A compelling and beautifully written memoir about dark and shameful family secrets, and one young woman’s pilgrimage to Australia to attempt to lay the past to rest.
British journalist Cal Flyn was holidaying in her childhood home in the Highlands of Scotland, when she stumbled upon a dark family secret. To her horror, she discovered that her great-great-great uncle Angus McMillan, who had been mythologised as a great explorer and pioneer of early Australia, was in fact also the leader of a number of gruesome massacres of indigenous people. In 1843, he led a loosely formed ‘Highland brigade’, linked to a series of assaults so ferocious that the sites would ever after be synonymous with bloodshed: Butchers Creek, Boney Point, Skull Creek, Slaughterhouse Gully.

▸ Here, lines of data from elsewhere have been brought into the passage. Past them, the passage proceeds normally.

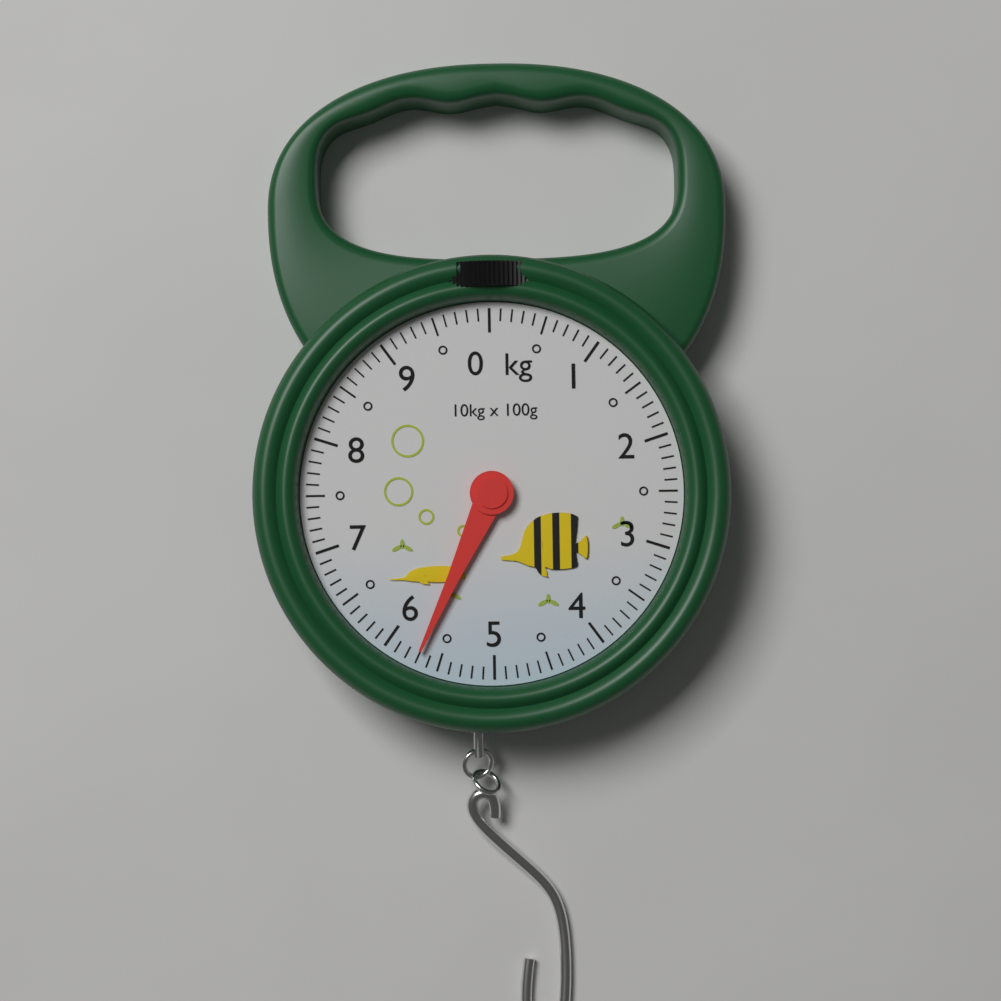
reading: 5.7 kg
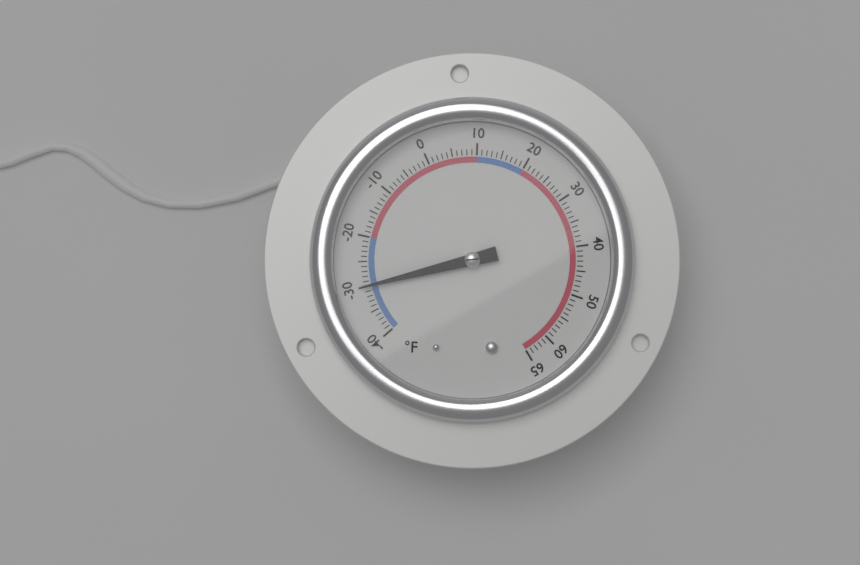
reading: -30 °F
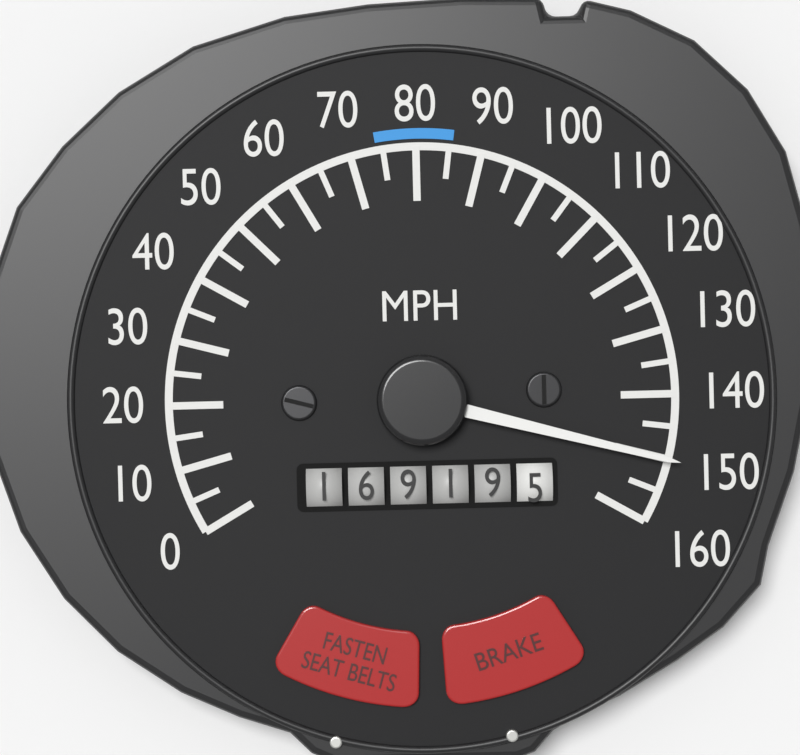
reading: 150 MPH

Driven to piece together his story and to confront her own history, Cal decided to retrace McMillan’s journey to Australia, looking for answers: how could a man lauded for his generosity and integrity commit such terrible acts? How could people who directly suffered from the brutal expulsion of the Highland Clearances re-enact this brutality in Australia? And has today’s generation inherited a responsibility to atone for its ancestors’ sins?
Part family memoir, part travelogue, part history, and an intimate, revealing and fascinating journey into our Australian heritage, Thicker than Water is a beautifully written, wholly compelling and devastatingly clear-eyed examination of the burden of intergenerational grief and inherited guilt that we all carry with us.